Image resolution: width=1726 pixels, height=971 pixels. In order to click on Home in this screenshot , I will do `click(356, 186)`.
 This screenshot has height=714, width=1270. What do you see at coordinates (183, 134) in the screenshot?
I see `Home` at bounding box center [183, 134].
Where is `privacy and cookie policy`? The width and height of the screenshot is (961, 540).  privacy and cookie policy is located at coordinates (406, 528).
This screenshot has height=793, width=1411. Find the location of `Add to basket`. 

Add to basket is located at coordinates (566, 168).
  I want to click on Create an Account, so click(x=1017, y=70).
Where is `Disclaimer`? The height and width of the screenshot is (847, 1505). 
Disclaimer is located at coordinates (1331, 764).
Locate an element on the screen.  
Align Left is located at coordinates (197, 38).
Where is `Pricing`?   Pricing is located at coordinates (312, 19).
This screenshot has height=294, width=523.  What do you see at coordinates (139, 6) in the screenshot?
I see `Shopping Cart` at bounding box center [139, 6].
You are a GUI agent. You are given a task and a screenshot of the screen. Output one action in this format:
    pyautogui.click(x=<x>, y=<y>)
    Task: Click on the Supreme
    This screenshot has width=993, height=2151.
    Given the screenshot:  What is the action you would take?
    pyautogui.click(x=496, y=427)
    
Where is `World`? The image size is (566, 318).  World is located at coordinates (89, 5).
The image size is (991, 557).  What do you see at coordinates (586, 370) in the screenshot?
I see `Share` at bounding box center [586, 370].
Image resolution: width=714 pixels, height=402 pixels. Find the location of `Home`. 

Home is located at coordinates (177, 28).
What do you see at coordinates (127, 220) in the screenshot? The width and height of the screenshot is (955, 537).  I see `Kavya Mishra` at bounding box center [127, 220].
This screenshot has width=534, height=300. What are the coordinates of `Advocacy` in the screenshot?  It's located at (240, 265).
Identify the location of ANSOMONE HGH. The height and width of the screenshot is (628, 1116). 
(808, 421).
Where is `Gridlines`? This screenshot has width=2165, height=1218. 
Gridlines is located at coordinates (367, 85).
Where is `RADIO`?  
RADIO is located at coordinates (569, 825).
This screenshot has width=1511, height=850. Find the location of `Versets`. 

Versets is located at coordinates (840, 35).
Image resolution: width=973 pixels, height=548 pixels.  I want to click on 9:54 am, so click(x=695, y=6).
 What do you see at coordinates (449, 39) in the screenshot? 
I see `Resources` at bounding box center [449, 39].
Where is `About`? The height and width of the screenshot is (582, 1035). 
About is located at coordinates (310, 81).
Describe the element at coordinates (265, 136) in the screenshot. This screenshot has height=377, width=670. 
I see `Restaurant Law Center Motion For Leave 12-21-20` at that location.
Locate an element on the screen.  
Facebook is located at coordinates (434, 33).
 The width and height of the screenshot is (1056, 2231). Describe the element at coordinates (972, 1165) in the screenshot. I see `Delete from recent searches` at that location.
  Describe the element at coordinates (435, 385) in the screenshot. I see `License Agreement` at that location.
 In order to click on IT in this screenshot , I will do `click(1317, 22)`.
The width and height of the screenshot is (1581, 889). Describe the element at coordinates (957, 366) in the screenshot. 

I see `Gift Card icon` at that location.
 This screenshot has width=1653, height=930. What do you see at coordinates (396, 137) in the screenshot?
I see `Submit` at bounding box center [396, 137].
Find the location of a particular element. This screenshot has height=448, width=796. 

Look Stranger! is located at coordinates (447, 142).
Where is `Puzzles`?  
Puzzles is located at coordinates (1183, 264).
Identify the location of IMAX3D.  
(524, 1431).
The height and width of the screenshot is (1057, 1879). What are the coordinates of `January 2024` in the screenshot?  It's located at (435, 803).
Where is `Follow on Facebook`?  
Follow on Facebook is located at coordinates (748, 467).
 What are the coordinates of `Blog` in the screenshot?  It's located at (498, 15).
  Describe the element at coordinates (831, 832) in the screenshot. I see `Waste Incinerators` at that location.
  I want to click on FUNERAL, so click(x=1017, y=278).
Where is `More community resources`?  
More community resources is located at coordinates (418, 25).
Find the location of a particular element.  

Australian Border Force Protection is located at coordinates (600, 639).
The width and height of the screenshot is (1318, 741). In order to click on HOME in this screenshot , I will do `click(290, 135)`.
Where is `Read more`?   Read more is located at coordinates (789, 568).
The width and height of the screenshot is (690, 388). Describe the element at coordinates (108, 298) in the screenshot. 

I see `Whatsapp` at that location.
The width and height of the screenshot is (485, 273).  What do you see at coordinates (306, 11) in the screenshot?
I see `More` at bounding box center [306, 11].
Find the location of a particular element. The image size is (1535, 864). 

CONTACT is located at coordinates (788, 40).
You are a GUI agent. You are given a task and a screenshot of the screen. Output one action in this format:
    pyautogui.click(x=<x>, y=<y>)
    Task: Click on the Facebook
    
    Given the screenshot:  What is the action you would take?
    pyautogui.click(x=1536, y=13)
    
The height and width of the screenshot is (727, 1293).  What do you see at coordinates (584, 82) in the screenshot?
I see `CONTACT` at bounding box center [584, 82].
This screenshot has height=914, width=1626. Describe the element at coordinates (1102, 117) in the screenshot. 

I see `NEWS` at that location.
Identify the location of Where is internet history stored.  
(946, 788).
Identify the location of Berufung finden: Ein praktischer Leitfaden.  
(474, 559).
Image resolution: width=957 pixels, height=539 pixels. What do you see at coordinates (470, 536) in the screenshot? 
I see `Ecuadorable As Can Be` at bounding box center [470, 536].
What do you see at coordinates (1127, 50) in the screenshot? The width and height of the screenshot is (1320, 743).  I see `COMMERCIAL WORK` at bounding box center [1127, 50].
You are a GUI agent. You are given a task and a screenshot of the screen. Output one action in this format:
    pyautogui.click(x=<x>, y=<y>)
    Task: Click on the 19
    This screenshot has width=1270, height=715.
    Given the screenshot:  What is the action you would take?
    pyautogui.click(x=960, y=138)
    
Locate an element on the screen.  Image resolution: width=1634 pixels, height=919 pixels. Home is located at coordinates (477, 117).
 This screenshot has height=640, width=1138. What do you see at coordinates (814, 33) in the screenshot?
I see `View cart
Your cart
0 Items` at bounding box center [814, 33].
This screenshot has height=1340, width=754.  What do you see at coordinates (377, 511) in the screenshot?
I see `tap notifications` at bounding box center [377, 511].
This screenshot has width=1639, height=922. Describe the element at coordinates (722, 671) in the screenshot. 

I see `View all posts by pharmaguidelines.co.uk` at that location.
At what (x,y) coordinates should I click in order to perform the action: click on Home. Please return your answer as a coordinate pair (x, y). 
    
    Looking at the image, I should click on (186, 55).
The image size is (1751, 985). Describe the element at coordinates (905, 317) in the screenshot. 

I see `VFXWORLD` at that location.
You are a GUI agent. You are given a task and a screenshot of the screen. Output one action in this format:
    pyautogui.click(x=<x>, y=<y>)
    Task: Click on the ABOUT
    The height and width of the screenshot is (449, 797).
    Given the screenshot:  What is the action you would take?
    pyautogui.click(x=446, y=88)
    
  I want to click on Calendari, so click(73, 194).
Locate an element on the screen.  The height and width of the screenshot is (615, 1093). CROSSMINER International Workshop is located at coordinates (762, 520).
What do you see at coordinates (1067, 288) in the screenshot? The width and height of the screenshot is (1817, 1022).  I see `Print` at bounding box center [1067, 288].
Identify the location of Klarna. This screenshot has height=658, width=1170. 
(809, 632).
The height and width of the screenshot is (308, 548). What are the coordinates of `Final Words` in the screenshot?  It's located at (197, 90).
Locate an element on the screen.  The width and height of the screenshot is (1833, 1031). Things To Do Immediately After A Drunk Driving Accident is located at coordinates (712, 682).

:: INSTRUCTIONS TO FOLLOW ::
Extract each line of the listing above, copying it word for word.

:: WRITTEN ANSWER ::
Image resolution: width=1726 pixels, height=971 pixels. In order to click on Home in this screenshot , I will do `click(356, 186)`.
 This screenshot has height=714, width=1270. What do you see at coordinates (183, 134) in the screenshot?
I see `Home` at bounding box center [183, 134].
Where is `privacy and cookie policy`? The width and height of the screenshot is (961, 540).  privacy and cookie policy is located at coordinates (406, 528).
This screenshot has height=793, width=1411. Find the location of `Add to basket`. 

Add to basket is located at coordinates (566, 168).
  I want to click on Create an Account, so click(x=1017, y=70).
Where is `Disclaimer`? The height and width of the screenshot is (847, 1505). 
Disclaimer is located at coordinates (1331, 764).
Locate an element on the screen.  
Align Left is located at coordinates (197, 38).
Where is `Pricing`?   Pricing is located at coordinates (312, 19).
This screenshot has height=294, width=523.  What do you see at coordinates (139, 6) in the screenshot?
I see `Shopping Cart` at bounding box center [139, 6].
You are a GUI agent. You are given a task and a screenshot of the screen. Output one action in this format:
    pyautogui.click(x=<x>, y=<y>)
    Task: Click on the Supreme
    This screenshot has width=993, height=2151.
    Given the screenshot:  What is the action you would take?
    pyautogui.click(x=496, y=427)
    
Where is `World`? The image size is (566, 318).  World is located at coordinates (89, 5).
The image size is (991, 557).  What do you see at coordinates (586, 370) in the screenshot?
I see `Share` at bounding box center [586, 370].
Image resolution: width=714 pixels, height=402 pixels. Find the location of `Home`. 

Home is located at coordinates (177, 28).
What do you see at coordinates (127, 220) in the screenshot? The width and height of the screenshot is (955, 537).  I see `Kavya Mishra` at bounding box center [127, 220].
This screenshot has width=534, height=300. What are the coordinates of `Advocacy` in the screenshot?  It's located at (240, 265).
Identify the location of ANSOMONE HGH. The height and width of the screenshot is (628, 1116). 
(808, 421).
Where is `Gridlines`? This screenshot has width=2165, height=1218. 
Gridlines is located at coordinates (367, 85).
Where is `RADIO`?  
RADIO is located at coordinates (569, 825).
This screenshot has width=1511, height=850. Find the location of `Versets`. 

Versets is located at coordinates (840, 35).
Image resolution: width=973 pixels, height=548 pixels.  I want to click on 9:54 am, so click(x=695, y=6).
 What do you see at coordinates (449, 39) in the screenshot? 
I see `Resources` at bounding box center [449, 39].
Where is `About`? The height and width of the screenshot is (582, 1035). 
About is located at coordinates (310, 81).
Describe the element at coordinates (265, 136) in the screenshot. This screenshot has height=377, width=670. 
I see `Restaurant Law Center Motion For Leave 12-21-20` at that location.
Locate an element on the screen.  
Facebook is located at coordinates (434, 33).
 The width and height of the screenshot is (1056, 2231). Describe the element at coordinates (972, 1165) in the screenshot. I see `Delete from recent searches` at that location.
  Describe the element at coordinates (435, 385) in the screenshot. I see `License Agreement` at that location.
 In order to click on IT in this screenshot , I will do `click(1317, 22)`.
The width and height of the screenshot is (1581, 889). Describe the element at coordinates (957, 366) in the screenshot. 

I see `Gift Card icon` at that location.
 This screenshot has width=1653, height=930. What do you see at coordinates (396, 137) in the screenshot?
I see `Submit` at bounding box center [396, 137].
Find the location of a particular element. This screenshot has height=448, width=796. 

Look Stranger! is located at coordinates (447, 142).
Where is `Puzzles`?  
Puzzles is located at coordinates (1183, 264).
Identify the location of IMAX3D.  
(524, 1431).
The height and width of the screenshot is (1057, 1879). What are the coordinates of `January 2024` in the screenshot?  It's located at (435, 803).
Where is `Follow on Facebook`?  
Follow on Facebook is located at coordinates (748, 467).
 What are the coordinates of `Blog` in the screenshot?  It's located at (498, 15).
  Describe the element at coordinates (831, 832) in the screenshot. I see `Waste Incinerators` at that location.
  I want to click on FUNERAL, so click(x=1017, y=278).
Where is `More community resources`?  
More community resources is located at coordinates (418, 25).
Find the location of a particular element.  

Australian Border Force Protection is located at coordinates (600, 639).
The width and height of the screenshot is (1318, 741). In order to click on HOME in this screenshot , I will do `click(290, 135)`.
Where is `Read more`?   Read more is located at coordinates (789, 568).
The width and height of the screenshot is (690, 388). Describe the element at coordinates (108, 298) in the screenshot. 

I see `Whatsapp` at that location.
The width and height of the screenshot is (485, 273).  What do you see at coordinates (306, 11) in the screenshot?
I see `More` at bounding box center [306, 11].
Find the location of a particular element. The image size is (1535, 864). 

CONTACT is located at coordinates (788, 40).
You are a GUI agent. You are given a task and a screenshot of the screen. Output one action in this format:
    pyautogui.click(x=<x>, y=<y>)
    Task: Click on the Facebook
    
    Given the screenshot:  What is the action you would take?
    pyautogui.click(x=1536, y=13)
    
The height and width of the screenshot is (727, 1293).  What do you see at coordinates (584, 82) in the screenshot?
I see `CONTACT` at bounding box center [584, 82].
This screenshot has height=914, width=1626. Describe the element at coordinates (1102, 117) in the screenshot. 

I see `NEWS` at that location.
Identify the location of Where is internet history stored.  
(946, 788).
Identify the location of Berufung finden: Ein praktischer Leitfaden.  
(474, 559).
Image resolution: width=957 pixels, height=539 pixels. What do you see at coordinates (470, 536) in the screenshot? 
I see `Ecuadorable As Can Be` at bounding box center [470, 536].
What do you see at coordinates (1127, 50) in the screenshot? The width and height of the screenshot is (1320, 743).  I see `COMMERCIAL WORK` at bounding box center [1127, 50].
You are a GUI agent. You are given a task and a screenshot of the screen. Output one action in this format:
    pyautogui.click(x=<x>, y=<y>)
    Task: Click on the 19
    This screenshot has width=1270, height=715.
    Given the screenshot:  What is the action you would take?
    pyautogui.click(x=960, y=138)
    
Locate an element on the screen.  Image resolution: width=1634 pixels, height=919 pixels. Home is located at coordinates (477, 117).
 This screenshot has height=640, width=1138. What do you see at coordinates (814, 33) in the screenshot?
I see `View cart
Your cart
0 Items` at bounding box center [814, 33].
This screenshot has height=1340, width=754.  What do you see at coordinates (377, 511) in the screenshot?
I see `tap notifications` at bounding box center [377, 511].
This screenshot has width=1639, height=922. Describe the element at coordinates (722, 671) in the screenshot. 

I see `View all posts by pharmaguidelines.co.uk` at that location.
At what (x,y) coordinates should I click in order to perform the action: click on Home. Please return your answer as a coordinate pair (x, y). 
    
    Looking at the image, I should click on (186, 55).
The image size is (1751, 985). Describe the element at coordinates (905, 317) in the screenshot. 

I see `VFXWORLD` at that location.
You are a GUI agent. You are given a task and a screenshot of the screen. Output one action in this format:
    pyautogui.click(x=<x>, y=<y>)
    Task: Click on the ABOUT
    The height and width of the screenshot is (449, 797).
    Given the screenshot:  What is the action you would take?
    pyautogui.click(x=446, y=88)
    
  I want to click on Calendari, so click(73, 194).
Locate an element on the screen.  The height and width of the screenshot is (615, 1093). CROSSMINER International Workshop is located at coordinates (762, 520).
What do you see at coordinates (1067, 288) in the screenshot? The width and height of the screenshot is (1817, 1022).  I see `Print` at bounding box center [1067, 288].
Identify the location of Klarna. This screenshot has height=658, width=1170. 
(809, 632).
The height and width of the screenshot is (308, 548). What are the coordinates of `Final Words` in the screenshot?  It's located at (197, 90).
Locate an element on the screen.  The width and height of the screenshot is (1833, 1031). Things To Do Immediately After A Drunk Driving Accident is located at coordinates (712, 682).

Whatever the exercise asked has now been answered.